A 14-year-old girl accused of poisoning the 35-year-old man she was forced to marry was set to go on trial for murder in northern Nigeria on Monday, a case that has thrown the spotlight on the influence of Islamic law in region.
Wasila Tasi'u has also been charged with the murder of three others who allegedly ate the food laced with rat poison that she prepared and served in April this year, a week after her marriage to Umaru Sani.
Police say Tasi'u confessed to poisoning Sani and his guests at the wedding party in the village of Unguwar Yansoro village, about 60 kilometres (40 miles) outside Nigeria's second city of Kano.
"She did it because she was forced by her parents to marry a man she did not love," Kano state police spokesman Musa Magaji Majia told AFP.
Her lawyer Hussaina Aliyu rejects claims that her client made a legally valid confession.
She said Tasi'u was questioned by police without a parent or lawyer present and so any comments she may have made are in-admissible in court.
Aliyu, who works with International Federation of Women Lawyers (FIDA), has sought to have the case transferred to a juvenile court, a bid rejected by justice officials in Kano.
"All we are saying is do justice to her. Treat the case as it is.

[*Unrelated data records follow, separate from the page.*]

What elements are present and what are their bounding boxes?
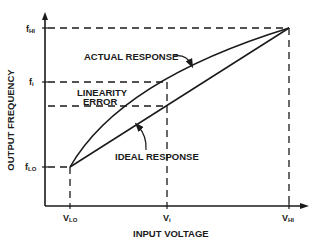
linearity-error-label-2: ERROR <box>83 96 117 107</box>
y-axis-arrow-icon <box>42 12 48 20</box>
x-axis-title: INPUT VOLTAGE <box>133 228 209 239</box>
v-i-label: Vi <box>163 213 171 223</box>
ideal-response-leader <box>138 126 146 150</box>
f-hi-label: fHI <box>26 24 35 34</box>
actual-response-label: ACTUAL RESPONSE <box>84 51 178 62</box>
f-i-label: fi <box>29 77 34 87</box>
x-axis-arrow-icon <box>300 203 309 209</box>
ideal-response-label: IDEAL RESPONSE <box>115 151 199 162</box>
v-lo-label: VLO <box>63 213 78 223</box>
f-lo-label: fLO <box>25 162 37 172</box>
v-hi-label: VHI <box>282 213 294 223</box>
y-axis-title: OUTPUT FREQUENCY <box>5 69 16 171</box>
vfc-linearity-diagram: ACTUAL RESPONSE IDEAL RESPONSE LINEARITY… <box>0 0 319 247</box>
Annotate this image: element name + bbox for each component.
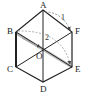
arrow-2-icon (18, 31, 70, 64)
label-b: B (7, 26, 13, 36)
hexagon-diagram: A B C D E F O 1 2 (0, 0, 91, 94)
label-f: F (75, 26, 80, 36)
label-o: O (36, 51, 43, 61)
label-a: A (40, 0, 47, 10)
label-c: C (7, 64, 13, 74)
label-arrow-2: 2 (45, 33, 49, 42)
label-e: E (75, 64, 81, 74)
label-arrow-1: 1 (61, 13, 65, 22)
label-d: D (40, 84, 47, 94)
arrow-bo-icon (22, 38, 40, 47)
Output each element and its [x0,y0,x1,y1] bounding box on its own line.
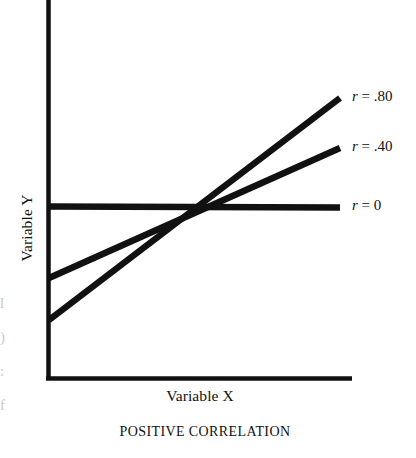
page-edge-fragments: l):fe [0,286,14,422]
series-label-r40-symbol: r [352,138,358,154]
series-line-r0 [49,207,340,208]
series-label-r0-symbol: r [352,197,358,213]
series-label-r40-value: = .40 [362,138,393,154]
x-axis-label: Variable X [47,387,353,405]
correlation-figure: Variable Y Variable X r = .80 r = .40 r … [0,0,416,458]
series-label-r0: r = 0 [352,198,381,213]
figure-caption: POSITIVE CORRELATION [30,424,380,440]
series-label-r40: r = .40 [352,139,393,154]
series-label-r80-value: = .80 [362,88,393,104]
series-line-r40 [49,148,340,278]
page-edge-fragment: ) [0,320,14,354]
page-edge-fragment: f [0,388,14,422]
series-label-r80: r = .80 [352,89,393,104]
series-label-r0-value: = 0 [362,197,382,213]
y-axis-label: Variable Y [14,138,40,318]
series-label-r80-symbol: r [352,88,358,104]
page-edge-fragment: : [0,354,14,388]
page-edge-fragment: l [0,286,14,320]
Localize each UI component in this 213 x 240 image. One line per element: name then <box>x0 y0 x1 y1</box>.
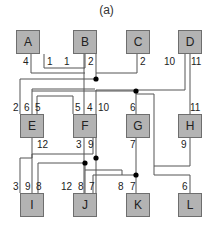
pin-label: 7 <box>130 140 136 150</box>
pin-label: 11 <box>190 103 200 113</box>
pin-label: 4 <box>87 103 93 113</box>
pin-label: 6 <box>182 182 188 192</box>
pin-label: 2 <box>140 57 146 67</box>
pin-label: 10 <box>98 103 109 113</box>
pin-label: 3 <box>13 182 19 192</box>
component-box-k: K <box>126 193 150 217</box>
pin-label: 12 <box>37 140 48 150</box>
wire <box>96 54 137 73</box>
junction-dot <box>133 172 138 177</box>
pin-label: 2 <box>88 57 94 67</box>
pin-label: 3 <box>76 140 82 150</box>
pin-label: 8 <box>78 182 84 192</box>
wire <box>37 96 73 114</box>
pin-label: 1 <box>64 57 70 67</box>
component-box-h: H <box>178 114 202 138</box>
pin-label: 7 <box>130 182 136 192</box>
pin-label: 1 <box>47 57 53 67</box>
pin-label: 8 <box>36 182 42 192</box>
pin-label: 9 <box>181 140 187 150</box>
component-box-e: E <box>20 114 44 138</box>
wire <box>32 89 95 114</box>
pin-label: 11 <box>191 57 201 67</box>
pin-label: 6 <box>130 103 136 113</box>
pin-label: 5 <box>35 103 41 113</box>
component-box-g: G <box>126 114 150 138</box>
component-box-l: L <box>178 193 202 217</box>
junction-dot <box>82 160 87 165</box>
component-box-f: F <box>73 114 97 138</box>
pin-label: 8 <box>118 182 124 192</box>
component-box-c: C <box>126 30 150 54</box>
component-box-j: J <box>73 193 97 217</box>
pin-label: 7 <box>89 182 95 192</box>
component-box-i: I <box>20 193 44 217</box>
component-box-b: B <box>73 30 97 54</box>
pin-label: 6 <box>24 103 30 113</box>
pin-label: 9 <box>25 182 31 192</box>
pin-label: 5 <box>75 103 81 113</box>
component-box-a: A <box>16 30 40 54</box>
junction-dot <box>93 76 98 81</box>
junction-dot <box>93 155 98 160</box>
wire <box>31 54 85 73</box>
component-box-d: D <box>178 30 202 54</box>
pin-label: 2 <box>13 103 19 113</box>
pin-label: 10 <box>164 57 175 67</box>
junction-dot <box>133 88 138 93</box>
wire <box>85 170 122 175</box>
pin-label: 12 <box>61 182 72 192</box>
pin-label: 4 <box>23 57 29 67</box>
pin-label: 9 <box>88 140 94 150</box>
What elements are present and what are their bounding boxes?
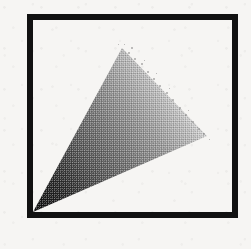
figure-container	[0, 0, 251, 249]
triangle-dither-overlay-coarse	[30, 40, 215, 220]
figure-canvas	[0, 0, 251, 249]
gradient-triangle	[30, 40, 215, 220]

Treat her as a child," Aliyu said.
The marriage of teenage girls to much older men is rampant in deeply conservative, mainly Muslim northern Nigeria, especially in poorer rural areas.
The region has since 2000 been under sharia Islamic law which some say does not prohibit the marriage of underage girls.
But Nigeria's federal, secular laws also apply in the north, creating a confusing hybrid legal system where sharia police try to work with government authorities to enforce criminal justice.
The issue of child marriage has been fiercely debated in Nigeria over the past year, sparked by a proposal from a northern lawmaker that any girl, regardless of her age, should be legally considered an adult once she is married.
That measure has not become law but the proposal was intensely criticised, including by activists in the mainly Christian south who say Nigeria should not permit any application of sharia, even in the north.
For Aliyu, the defence lawyer, this case is not a referendum on youth marriage in a Muslim society.
Rather, she argued, the primary issue is that criminal charges filed against a minor should be handled by a juvenile court.
"She is still a child," the lawyer said.
Child faces murder charges after forced marriage
A 14-year-old girl accused of poisoning the 35-year-old man she was forced to marry was set to go on trial for murder in northern Nigeria on Monday, a case that has thrown the spotlight on the influence of Islamic law in region.
Wasila Tasi'u has also been charged with the murder of three others who allegedly ate the food laced with rat poison that she prepared and served in April this year, a week after her marriage to Umaru Sani.
Police say Tasi'u confessed to poisoning Sani and his guests at the wedding party in the village of Unguwar Yansoro village, about 60 kilometres (40 miles) outside Nigeria's second city of Kano.
"She did it because she was forced by her parents to marry a man she did not love," Kano state police spokesman Musa Magaji Majia told AFP.
Her lawyer Hussaina Aliyu rejects claims that her client made a legally valid confession.
She said Tasi'u was questioned by police without a parent or lawyer present and so any comments she may have made are in-admissible in court.
Aliyu, who works with International Federation of Women Lawyers (FIDA), has sought to have the case transferred to a juvenile court, a bid rejected by justice officials in Kano.
"All we are saying is do justice to her. Treat the case as it is. Treat her as a child," Aliyu said.
The marriage of teenage girls to much older men is rampant in deeply conservative, mainly Muslim northern Nigeria, especially in poorer rural areas.
The region has since 2000 been under sharia Islamic law which some say does not prohibit the marriage of underage girls.
But Nigeria's federal, secular laws also apply in the north, creating a confusing hybrid legal system where sharia police try to work with government authorities to enforce criminal justice.
The issue of child marriage has been fiercely debated in Nigeria over the past year, sparked by a proposal from a northern lawmaker that any girl, regardless of her age, should be legally considered an adult once she is married.
That measure has not become law but the proposal was intensely criticised, including by activists in the mainly Christian south who say Nigeria should not permit any application of sharia, even in the north.
For Aliyu, the defence lawyer, this case is not a referendum on youth marriage in a Muslim society.
Rather, she argued, the primary issue is that criminal charges filed against a minor should be handled by a juvenile court.
"She is still a child," the lawyer said.